According to folklore, in 1670, in Cologne, Germany, the choirmaster at Cologne Cathedral, wishing to remedy the noise caused by children in his church during the Living Crèche tradition of Christmas Eve, asked a local candy maker for some "sugar sticks" for them. In order to justify the practice of giving candy to children during worship services, he asked the candy maker to add a crook to the top of each stick, which would help children remember the shepherds who visited the infant Jesus. In addition, he used the white colour of the converted sticks to teach children about the Christian belief in the sinless life of Jesus. From Germany, candy canes spread to other parts of Europe, where they were handed out during plays reenacting the Nativity. As such, according to this legend, the candy cane became associated with Christmastide.

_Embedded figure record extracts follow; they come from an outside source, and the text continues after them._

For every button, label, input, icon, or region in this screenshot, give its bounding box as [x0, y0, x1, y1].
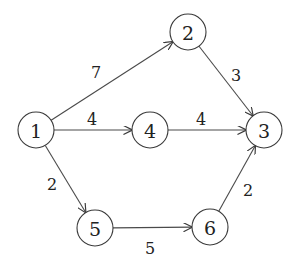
edge-1-to-4: 4	[54, 110, 132, 131]
edge-1-to-2: 7	[51, 42, 173, 120]
edge-weight-label: 2	[47, 175, 57, 194]
edge-6-to-3: 2	[219, 146, 255, 212]
edge-arrow	[51, 42, 173, 120]
edge-weight-label: 4	[87, 110, 97, 129]
node-1: 1	[18, 112, 54, 148]
directed-graph-diagram: 7344252 123456	[0, 0, 300, 263]
edge-weight-label: 7	[91, 63, 101, 82]
node-label: 3	[258, 120, 270, 142]
node-3: 3	[246, 112, 282, 148]
edge-weight-label: 5	[145, 239, 155, 258]
node-4: 4	[132, 112, 168, 148]
node-label: 1	[30, 120, 42, 142]
node-2: 2	[170, 14, 206, 50]
edge-weight-label: 3	[231, 66, 241, 85]
edge-4-to-3: 4	[168, 110, 246, 131]
edge-weight-label: 4	[196, 110, 206, 129]
edge-arrow	[219, 146, 255, 212]
node-label: 6	[204, 217, 216, 239]
edge-weight-label: 2	[243, 181, 253, 200]
edge-2-to-3: 3	[199, 46, 253, 116]
edge-5-to-6: 5	[113, 227, 192, 257]
node-label: 5	[89, 218, 101, 240]
edge-arrow	[113, 227, 192, 228]
edge-1-to-5: 2	[45, 145, 85, 212]
node-5: 5	[77, 210, 113, 246]
node-label: 4	[144, 120, 156, 142]
node-label: 2	[182, 22, 194, 44]
node-6: 6	[192, 209, 228, 245]
edge-arrow	[199, 46, 253, 116]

The earliest verifiable reference to stick candy is a record of the 1837 Exhibition of the Massachusetts Charitable Mechanic Association, where confections were judged competitively. A recipe for straight peppermint candy sticks, white with coloured stripes, was published in 1844. The "candy cane" is found in literature in 1866, though no description of color or flavor was provided. Its earliest known association with Christmas was in 1874, and by 1882 canes were being hung on Christmas trees.
As with other forms of stick candy, the earliest canes were manufactured by hand. Chicago confectioners the Bunte Brothers filed one of the earliest patents for candy cane making machines in the early 1920s. In 1919 in Albany, Georgia, Robert McCormack began making candy canes for local children and by the middle of the century, his company (originally the Famous Candy Company, then the Mills-McCormack Candy Company, and later Bobs Candies) had become one of the world's leading candy cane producers. Candy cane manufacturing initially required a fair bit of labor that limited production quantities; the canes had to be bent manually as they came off the assembly line to create their curved shape and breakage often ran over 20 percent. McCormack's brother-in-law, Gregory Harding Keller, was a seminary student in Rome who spent his summers working in the candy factory back home. In 1957, Keller, as an ordained Roman Catholic priest of the Diocese of Little Rock, patented his invention, the Keller Machine, which automated the process of twisting soft candy into spiral striping and cutting it into precise lengths as candy canes.